I’m not really sure why I like them–except, I wonder if it has to do with the fact that they are generally chock full of things–it’s a little bit harder to be abstract, I think, when you are writing a kind of paragraph of words that all have to be poetic.  I really admire those, like Christine, who can write them well.  You should all check her blog and read “This Crow is Not a Fashion Model.”

Speaking of the APPF, I sent off my Day 3.  I realize, when I mentioned in an early blog post about a “starter poem,” that was really Day 1.  So instead of having written 4 poems by today, I’ve only written 3.  That’s ok, as long as I come up with something for tomorrow.

I bought this postcard book called Hidden Love:  Art and Homosexuality, which has some really amazing art prints in it, and which I’ve decided will comprise the majority of the postcards I send.  (Some pictures are basically crotch shots of male genitalia, which is less impressive, and actually I worry that I could even send them in the mail–with my luck, they’d be flagged for pornography.)

But the poem I want to write for tomorrow is based on the painting Apollo and Cyparissus by Claude -Marie Dubufe (1790-1864).  If I’d been thinking, I would have written down the titles of the art on the two other postcards I’ve already sent, but alas and alack.  Anyway, I’ll keep up with it now.

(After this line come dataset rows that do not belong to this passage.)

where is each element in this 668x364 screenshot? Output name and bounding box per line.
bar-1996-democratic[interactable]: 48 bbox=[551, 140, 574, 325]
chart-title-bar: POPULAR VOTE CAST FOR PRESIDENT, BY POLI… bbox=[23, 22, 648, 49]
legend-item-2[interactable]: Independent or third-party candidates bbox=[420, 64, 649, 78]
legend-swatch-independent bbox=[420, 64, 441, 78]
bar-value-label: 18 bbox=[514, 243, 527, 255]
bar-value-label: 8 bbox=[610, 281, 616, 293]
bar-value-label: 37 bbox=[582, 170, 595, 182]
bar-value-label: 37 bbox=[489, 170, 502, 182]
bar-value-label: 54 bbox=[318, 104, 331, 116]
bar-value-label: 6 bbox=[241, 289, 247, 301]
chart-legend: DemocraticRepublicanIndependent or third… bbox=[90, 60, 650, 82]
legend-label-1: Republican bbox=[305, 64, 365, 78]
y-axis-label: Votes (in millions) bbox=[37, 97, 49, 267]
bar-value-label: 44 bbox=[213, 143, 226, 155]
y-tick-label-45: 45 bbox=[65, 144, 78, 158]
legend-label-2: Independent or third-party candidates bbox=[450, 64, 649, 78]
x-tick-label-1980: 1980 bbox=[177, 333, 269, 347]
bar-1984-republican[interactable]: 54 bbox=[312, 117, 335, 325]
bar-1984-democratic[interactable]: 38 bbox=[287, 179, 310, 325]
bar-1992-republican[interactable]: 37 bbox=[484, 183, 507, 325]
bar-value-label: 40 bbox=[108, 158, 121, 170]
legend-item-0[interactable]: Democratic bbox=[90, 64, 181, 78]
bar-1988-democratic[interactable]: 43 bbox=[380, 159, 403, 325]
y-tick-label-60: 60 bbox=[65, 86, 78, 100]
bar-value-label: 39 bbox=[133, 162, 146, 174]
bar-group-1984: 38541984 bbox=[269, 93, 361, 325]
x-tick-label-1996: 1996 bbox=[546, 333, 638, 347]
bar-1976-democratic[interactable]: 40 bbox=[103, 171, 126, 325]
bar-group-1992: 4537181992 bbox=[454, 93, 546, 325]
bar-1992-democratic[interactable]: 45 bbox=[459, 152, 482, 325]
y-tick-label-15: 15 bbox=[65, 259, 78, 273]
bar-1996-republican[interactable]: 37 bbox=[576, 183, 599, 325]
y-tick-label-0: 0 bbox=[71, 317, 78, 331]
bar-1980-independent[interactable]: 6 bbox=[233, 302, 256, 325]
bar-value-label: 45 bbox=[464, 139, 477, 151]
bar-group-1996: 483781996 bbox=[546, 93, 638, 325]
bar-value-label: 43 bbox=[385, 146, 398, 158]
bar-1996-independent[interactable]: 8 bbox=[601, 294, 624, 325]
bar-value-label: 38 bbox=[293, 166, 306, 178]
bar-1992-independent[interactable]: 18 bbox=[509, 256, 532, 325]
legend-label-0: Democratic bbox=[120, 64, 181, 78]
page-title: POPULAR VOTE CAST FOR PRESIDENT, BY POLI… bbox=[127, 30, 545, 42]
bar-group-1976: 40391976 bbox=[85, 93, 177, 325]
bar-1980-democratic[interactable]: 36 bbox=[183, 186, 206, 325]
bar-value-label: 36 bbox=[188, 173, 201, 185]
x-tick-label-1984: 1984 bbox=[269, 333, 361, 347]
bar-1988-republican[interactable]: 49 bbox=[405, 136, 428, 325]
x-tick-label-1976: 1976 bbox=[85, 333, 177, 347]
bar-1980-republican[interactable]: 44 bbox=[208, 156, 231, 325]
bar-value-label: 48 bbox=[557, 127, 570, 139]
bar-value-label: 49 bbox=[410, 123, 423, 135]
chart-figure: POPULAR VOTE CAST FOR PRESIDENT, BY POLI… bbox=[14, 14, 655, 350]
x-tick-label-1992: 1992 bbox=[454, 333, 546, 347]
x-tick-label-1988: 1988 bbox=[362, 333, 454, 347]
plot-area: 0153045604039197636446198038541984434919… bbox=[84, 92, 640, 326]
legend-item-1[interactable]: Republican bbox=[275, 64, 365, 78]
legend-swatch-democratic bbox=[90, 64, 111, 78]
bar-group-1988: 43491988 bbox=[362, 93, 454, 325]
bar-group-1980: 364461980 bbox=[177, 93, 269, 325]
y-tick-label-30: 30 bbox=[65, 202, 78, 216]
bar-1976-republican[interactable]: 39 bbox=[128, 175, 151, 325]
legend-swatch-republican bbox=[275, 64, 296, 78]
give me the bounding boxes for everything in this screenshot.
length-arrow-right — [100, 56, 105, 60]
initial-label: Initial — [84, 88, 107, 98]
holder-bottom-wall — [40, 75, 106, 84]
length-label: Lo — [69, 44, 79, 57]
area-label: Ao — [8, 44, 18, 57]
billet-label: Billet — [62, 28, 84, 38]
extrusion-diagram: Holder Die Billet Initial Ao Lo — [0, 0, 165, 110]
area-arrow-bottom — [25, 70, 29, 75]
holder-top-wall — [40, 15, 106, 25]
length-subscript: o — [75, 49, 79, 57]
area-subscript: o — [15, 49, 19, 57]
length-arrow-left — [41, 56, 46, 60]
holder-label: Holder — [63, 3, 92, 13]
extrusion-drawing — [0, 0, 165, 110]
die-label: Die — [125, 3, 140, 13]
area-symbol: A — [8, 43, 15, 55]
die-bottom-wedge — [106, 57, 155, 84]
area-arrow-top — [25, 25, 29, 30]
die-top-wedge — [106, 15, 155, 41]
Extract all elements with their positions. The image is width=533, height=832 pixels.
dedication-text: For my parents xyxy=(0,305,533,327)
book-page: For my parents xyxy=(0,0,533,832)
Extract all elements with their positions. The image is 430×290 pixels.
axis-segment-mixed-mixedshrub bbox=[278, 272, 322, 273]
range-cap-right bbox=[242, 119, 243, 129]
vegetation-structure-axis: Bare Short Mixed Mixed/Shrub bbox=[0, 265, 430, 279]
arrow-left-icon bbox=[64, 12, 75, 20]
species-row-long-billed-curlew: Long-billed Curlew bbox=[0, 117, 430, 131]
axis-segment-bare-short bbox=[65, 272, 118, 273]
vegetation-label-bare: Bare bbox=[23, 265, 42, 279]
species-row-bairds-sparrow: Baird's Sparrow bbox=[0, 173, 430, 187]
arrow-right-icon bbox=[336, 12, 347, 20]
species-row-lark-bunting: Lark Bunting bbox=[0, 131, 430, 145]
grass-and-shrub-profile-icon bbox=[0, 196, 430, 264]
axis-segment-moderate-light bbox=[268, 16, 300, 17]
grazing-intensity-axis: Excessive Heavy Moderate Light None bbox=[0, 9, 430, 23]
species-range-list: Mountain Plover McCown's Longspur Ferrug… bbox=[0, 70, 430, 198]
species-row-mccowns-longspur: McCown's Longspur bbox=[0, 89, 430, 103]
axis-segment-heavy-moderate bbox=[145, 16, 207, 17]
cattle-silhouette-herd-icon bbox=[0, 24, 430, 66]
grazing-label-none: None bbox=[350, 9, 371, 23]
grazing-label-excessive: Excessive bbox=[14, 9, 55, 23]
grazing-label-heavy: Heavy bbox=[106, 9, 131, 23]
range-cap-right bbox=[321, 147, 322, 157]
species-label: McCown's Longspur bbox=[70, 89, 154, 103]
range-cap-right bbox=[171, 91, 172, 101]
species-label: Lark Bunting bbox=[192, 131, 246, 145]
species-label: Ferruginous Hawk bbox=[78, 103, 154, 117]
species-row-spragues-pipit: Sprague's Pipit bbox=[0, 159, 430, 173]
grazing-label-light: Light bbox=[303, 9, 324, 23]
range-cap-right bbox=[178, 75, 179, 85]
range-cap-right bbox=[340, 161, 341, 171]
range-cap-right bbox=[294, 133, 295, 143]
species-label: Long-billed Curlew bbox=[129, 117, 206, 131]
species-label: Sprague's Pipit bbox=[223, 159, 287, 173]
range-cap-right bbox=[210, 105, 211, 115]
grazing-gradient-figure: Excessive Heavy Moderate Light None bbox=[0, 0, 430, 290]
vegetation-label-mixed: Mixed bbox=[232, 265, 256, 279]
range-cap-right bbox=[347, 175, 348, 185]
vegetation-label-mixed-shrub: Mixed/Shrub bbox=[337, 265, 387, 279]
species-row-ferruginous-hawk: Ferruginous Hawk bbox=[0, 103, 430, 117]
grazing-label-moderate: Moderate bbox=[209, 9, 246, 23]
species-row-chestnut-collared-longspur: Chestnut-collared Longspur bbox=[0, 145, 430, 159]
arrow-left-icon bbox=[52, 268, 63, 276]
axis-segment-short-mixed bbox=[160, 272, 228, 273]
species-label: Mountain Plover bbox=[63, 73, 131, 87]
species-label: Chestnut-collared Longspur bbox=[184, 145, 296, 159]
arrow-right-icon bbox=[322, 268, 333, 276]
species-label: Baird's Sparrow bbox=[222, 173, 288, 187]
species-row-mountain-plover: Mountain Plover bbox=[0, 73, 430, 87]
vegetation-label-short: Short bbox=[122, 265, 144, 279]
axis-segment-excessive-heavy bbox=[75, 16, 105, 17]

I still haven’t received any postcards yet, but then when it comes to the USPS, I am cursed, so I won’t start worrying that I’ve been forgotten by other Poetry Postcard people until Friday.

So far, here are the titles of the poems I’ve sent:

8/1  “Folk Tale”

8/2  “Garden Variety”

8/3  “Competition”

Writing with a Weak Will

I needed to write a poem today for the APPF, but I didn’t.  I had a migraine for most of the day, and when I didn’t have a migraine, I didn’t feel like writing a poem.  And now it’s 20 after 11 and I don’t feel remotely like doing anything poetic.  Not that it matters, because the little book of postcards and the stamps for them are sitting in my office.  I’ll have to write a couple of poems to make up for it tomorrow, and then get them all in the mail on Monday.

It’s kind of bad that it’s only the first of August and I’m already behind with the postcard poems though.  The postcard that was for today I put in the mail yesterday or Thursday.  It’s going to Ottawa, but of course it won’t arrive there till probably sometime next week.  It costs 79 cents to mail a postcard to Canada.  That seems awfully pricey, when it’s only about $1 to send a card-card to England.  Oh well.  I hope the person I sent it to likes it.  The poem I sent was “Garden Variety,” the same one that Karen read yesterday on the Plinth.  Which, while I’m thinking of it, I need to send to Christine Swint, because she wanted to read it.

I’m really amazed at people who can write in multiple genres.  Right now I’m thinking of Collin Kelley, whose novel Conquering Venus, is coming out a little later in August, I think.  He writes in all kinds of genres–poetry, fiction, news.  Probably other genres I don’t know about.  How do people do that?  How do they have so much to say that they can say it in multiple genres?

I can’t write fiction.  I’ve tried.  It comes out dreadful.  And it’s too bad too, because clearly I have a narrative strain in my poetry, and I have the desire to write fiction (and memoir, for that matter), and flesh out characters who do interesting things.  Oh, maybe I don’t have The Great American Novel in me, but I might have an Entertaining Bit of Fluff in me.  Or I would if I had an attention span longer than a gnat’s.  

I suppose, like any writing, you have to work at it.  But poetry is hard enough for me as it is, and I’m not nearly as dedicated to it as I ought to be.  Can you imagine me trying to write a novel?  I’d probably write 20 pages, get bored, and tack on a “The End” before my main character even finished her Cheerios.